Our Very Unofficial Ranking of All the Super Bowl Food Ads
No one cares about corn syrup in Bud Light, and everyone cares about the Backstreet Boys. That’s the general consensus from watching all of the food-related commercials that aired yesterday during the Super Bowl. A major misunderstanding that companies have — stemming, perhaps, from articles like this about the ads — is that people can actually hear what’s going on and follow complicated story lines in these commercials. They are wrong.
When you’ve been drinking beer all day and are chatting about the game and/or the Puppy Bowl while the commercials air, not every ad is going to land. So we decided to give the companies something of a report card. This is, in our opinion, how good — and bad — the ads were, ranked from worst to best.
Bud Light
Plenty of people probably care about corn syrup in their beer, but chances are that none of those people drink Bud Light. Even fewer understand why this was presented to us Game of Thrones-style.
Skittles
I … what? It’s an ad about making an ad that’s really a musical? It’s an ad about a candy company trying to be so meta that it’s too meta for a person who is just trying to watch a football game and drink a few cold ones without hurting their head and can’t even be bothered to try to understand what is happening.
Stella Artois
Clearly Stella has a specific audience in mind, and that audience is people who consumed a lot of media in the year 1998. While The Dude and Carrie are still very much part of pop culture, it does seem a little dated to use them changing their iconic drinks as an ad premise. The actors look much older than when they played those characters, so it’s not surprising that somewhere in two decades, they might change their drink.
Burger King
Everyone loves Andy Warhol, but almost no one likes when beloved celebrities make appearances from beyond the grave to hawk fast food.
Pringles
The smart speaker being sad that it can’t make Pringles flavor stacks is sort of a hokey premise, but the ad is inoffensive and plays a catchy tune (Funkytown), and the actor’s delivery of the key line asking her to play it is done perfectly enough to keep it out of the bottom.
Avocados from Mexico
I can’t believe an ad with dogs would ever end up this low, but frankly, while the singing dogs version was cute, and the reverse dog show premise was worth a giggle, you had to really be paying attention to get it and the first watch was just confusing. And it wasn’t quite funny enough to overcome that. Big props to the guacamole-on-the-cone moment, though.
Michelob Ultra
The idea of an ASMR ad, designed to calm our football fiending with soothing sounds, is a great one. Props to Michelob for tuning into a popular YouTube genre and successfully translating that into an ad, though. Maybe it would have landed better with a more exciting game?
Planters
Major points here for action scenes, especially the nut-mobile jumping to the strains of Ave Maria, as well as Charlie Sheen’s one-liner, but this is one of those where you had to pay attention — both for Sheen’s blink-and-you-miss-it appearance, and to understand what was happening.
Doritos
This is one of those where the premise was somewhat difficult to understand. Backstreet Boys singing, the tagline “The Original, Now It’s Hot,” that all scans … but what does Chance the Rapper have to do with it? Who cares, Backstreet’s back, alright!
Pepsi
Even as someone who answers the question, “Is Pepsi okay?” with “No thanks, I’ll stick with water,” there’s no denying that Lil Jon’s “okay” is priceless.
Bubly
Pepsi’s answer to the LaCroix craze went short and sweet, and it worked. The 30-second spot showing the confusion between Michael Bublé and the Bubly water is funny, fast, and, while it doesn’t tell us anything about the drink, makes us smile and remember the name. Mission accomplished, I’d say.
Coca-Cola
Coke has long known that tugging on our heartstrings is the path to selling soda, and this beautifully animated, somewhat minimalist ad about celebrating everyone’s differences nails it.
Bon & Viv Spiked Seltzer
I’ll admit — this is one I’d stopped paying attention to when it aired, as the beginning is sort of boring and it’s hard to see where it was going, but rewatching for the ranking, I have to say it’s funny. I laughed out loud. Worth a click!
M&M’s Chocolate Bar
Star power, a good premise, a surprise you don’t need to be riveted to the screen to understand, and a memorable way to introduce a new product: Christina Applegate’s turn as a frustrated mom of fighting kids who she threatens to “break apart” and “eat alive,” that turn out to be the new M&M’s chocolate bar.
Budweiser
Like the Bud Light, we’re dubious how many people consider it a priority that their beer is brewed with wind power. However, dogs and Bob Dylan songs are universally beloved — especially when promoting a good move by the company.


- _WHAT YOU WILL DO_: Filter these entries down to lines holding "name".

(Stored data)
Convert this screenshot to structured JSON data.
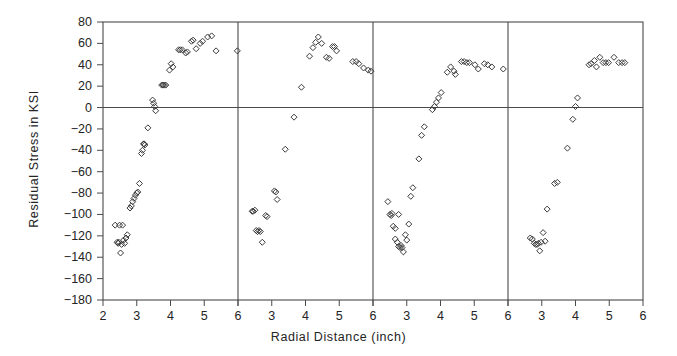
{
  "chart_data": {
    "type": "scatter",
    "title": "",
    "xlabel": "Radial Distance (inch)",
    "ylabel": "Residual Stress in KSI",
    "ylim": [
      -180,
      80
    ],
    "ytick_step": 20,
    "yticks": [
      "80",
      "60",
      "40",
      "20",
      "0",
      "-20",
      "-40",
      "-60",
      "-80",
      "-100",
      "-120",
      "-140",
      "-160",
      "-180"
    ],
    "ytick_values": [
      80,
      60,
      40,
      20,
      0,
      -20,
      -40,
      -60,
      -80,
      -100,
      -120,
      -140,
      -160,
      -180
    ],
    "xlim_per_panel": [
      2,
      6
    ],
    "xticks": [
      "2",
      "3",
      "4",
      "5",
      "6"
    ],
    "xtick_values": [
      2,
      3,
      4,
      5,
      6
    ],
    "panel_count": 4,
    "grid": false,
    "legend": "none",
    "marker": "open-diamond",
    "zero_reference_line": 0,
    "series": [
      {
        "name": "panel-1",
        "panel": 1,
        "points": [
          [
            2.36,
            -110
          ],
          [
            2.42,
            -126
          ],
          [
            2.45,
            -127
          ],
          [
            2.47,
            -126
          ],
          [
            2.49,
            -110
          ],
          [
            2.52,
            -136
          ],
          [
            2.55,
            -128
          ],
          [
            2.58,
            -110
          ],
          [
            2.61,
            -124
          ],
          [
            2.64,
            -127
          ],
          [
            2.68,
            -122
          ],
          [
            2.72,
            -119
          ],
          [
            2.8,
            -94
          ],
          [
            2.84,
            -92
          ],
          [
            2.88,
            -88
          ],
          [
            2.92,
            -85
          ],
          [
            2.96,
            -82
          ],
          [
            3.0,
            -80
          ],
          [
            3.03,
            -79
          ],
          [
            3.08,
            -71
          ],
          [
            3.14,
            -43
          ],
          [
            3.17,
            -40
          ],
          [
            3.2,
            -34
          ],
          [
            3.22,
            -34
          ],
          [
            3.24,
            -35
          ],
          [
            3.33,
            -19
          ],
          [
            3.47,
            7
          ],
          [
            3.5,
            4
          ],
          [
            3.53,
            1
          ],
          [
            3.56,
            -3
          ],
          [
            3.74,
            21
          ],
          [
            3.78,
            21
          ],
          [
            3.82,
            21
          ],
          [
            3.86,
            21
          ],
          [
            3.97,
            35
          ],
          [
            4.02,
            41
          ],
          [
            4.07,
            38
          ],
          [
            4.24,
            54
          ],
          [
            4.29,
            54
          ],
          [
            4.35,
            54
          ],
          [
            4.45,
            51
          ],
          [
            4.5,
            52
          ],
          [
            4.62,
            62
          ],
          [
            4.67,
            63
          ],
          [
            4.76,
            55
          ],
          [
            4.88,
            60
          ],
          [
            4.95,
            62
          ],
          [
            5.1,
            66
          ],
          [
            5.22,
            67
          ],
          [
            5.35,
            53
          ],
          [
            5.98,
            53
          ]
        ]
      },
      {
        "name": "panel-2",
        "panel": 2,
        "points": [
          [
            2.42,
            -97
          ],
          [
            2.45,
            -97
          ],
          [
            2.5,
            -96
          ],
          [
            2.54,
            -115
          ],
          [
            2.58,
            -116
          ],
          [
            2.62,
            -115
          ],
          [
            2.66,
            -116
          ],
          [
            2.72,
            -126
          ],
          [
            2.82,
            -101
          ],
          [
            2.86,
            -102
          ],
          [
            3.08,
            -78
          ],
          [
            3.12,
            -79
          ],
          [
            3.16,
            -86
          ],
          [
            3.4,
            -39
          ],
          [
            3.66,
            -9
          ],
          [
            3.88,
            19
          ],
          [
            4.12,
            48
          ],
          [
            4.22,
            56
          ],
          [
            4.3,
            61
          ],
          [
            4.38,
            66
          ],
          [
            4.48,
            60
          ],
          [
            4.62,
            47
          ],
          [
            4.7,
            46
          ],
          [
            4.8,
            57
          ],
          [
            4.86,
            57
          ],
          [
            4.92,
            53
          ],
          [
            5.4,
            43
          ],
          [
            5.5,
            43
          ],
          [
            5.58,
            41
          ],
          [
            5.72,
            37
          ],
          [
            5.86,
            35
          ],
          [
            5.94,
            34
          ]
        ]
      },
      {
        "name": "panel-3",
        "panel": 3,
        "points": [
          [
            2.44,
            -88
          ],
          [
            2.5,
            -100
          ],
          [
            2.54,
            -101
          ],
          [
            2.56,
            -99
          ],
          [
            2.6,
            -111
          ],
          [
            2.66,
            -123
          ],
          [
            2.72,
            -126
          ],
          [
            2.76,
            -130
          ],
          [
            2.8,
            -131
          ],
          [
            2.83,
            -129
          ],
          [
            2.86,
            -131
          ],
          [
            2.9,
            -135
          ],
          [
            2.66,
            -113
          ],
          [
            2.76,
            -100
          ],
          [
            2.96,
            -119
          ],
          [
            3.0,
            -124
          ],
          [
            3.06,
            -109
          ],
          [
            3.12,
            -83
          ],
          [
            3.18,
            -75
          ],
          [
            3.36,
            -48
          ],
          [
            3.44,
            -26
          ],
          [
            3.52,
            -18
          ],
          [
            3.76,
            -2
          ],
          [
            3.82,
            1
          ],
          [
            3.88,
            5
          ],
          [
            3.94,
            9
          ],
          [
            4.02,
            14
          ],
          [
            4.2,
            33
          ],
          [
            4.3,
            38
          ],
          [
            4.4,
            34
          ],
          [
            4.44,
            31
          ],
          [
            4.62,
            43
          ],
          [
            4.7,
            43
          ],
          [
            4.78,
            42
          ],
          [
            4.86,
            42
          ],
          [
            5.02,
            40
          ],
          [
            5.12,
            36
          ],
          [
            5.3,
            41
          ],
          [
            5.4,
            40
          ],
          [
            5.52,
            38
          ],
          [
            5.86,
            36
          ]
        ]
      },
      {
        "name": "panel-4",
        "panel": 4,
        "points": [
          [
            2.66,
            -122
          ],
          [
            2.72,
            -123
          ],
          [
            2.78,
            -127
          ],
          [
            2.82,
            -128
          ],
          [
            2.86,
            -128
          ],
          [
            2.9,
            -127
          ],
          [
            2.94,
            -134
          ],
          [
            2.98,
            -126
          ],
          [
            3.04,
            -117
          ],
          [
            3.1,
            -125
          ],
          [
            3.16,
            -95
          ],
          [
            3.38,
            -71
          ],
          [
            3.46,
            -70
          ],
          [
            3.76,
            -38
          ],
          [
            3.92,
            -11
          ],
          [
            4.0,
            1
          ],
          [
            4.06,
            9
          ],
          [
            4.4,
            40
          ],
          [
            4.46,
            41
          ],
          [
            4.56,
            44
          ],
          [
            4.62,
            38
          ],
          [
            4.72,
            47
          ],
          [
            4.82,
            42
          ],
          [
            4.9,
            42
          ],
          [
            4.98,
            42
          ],
          [
            5.14,
            47
          ],
          [
            5.28,
            42
          ],
          [
            5.38,
            42
          ],
          [
            5.46,
            42
          ]
        ]
      }
    ]
  },
  "axis": {
    "xlabel": "Radial Distance (inch)",
    "ylabel": "Residual Stress in KSI"
  }
}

- _YOUR SOLUTION_:
        "name": "panel-1",
        "name": "panel-2",
        "name": "panel-3",
        "name": "panel-4",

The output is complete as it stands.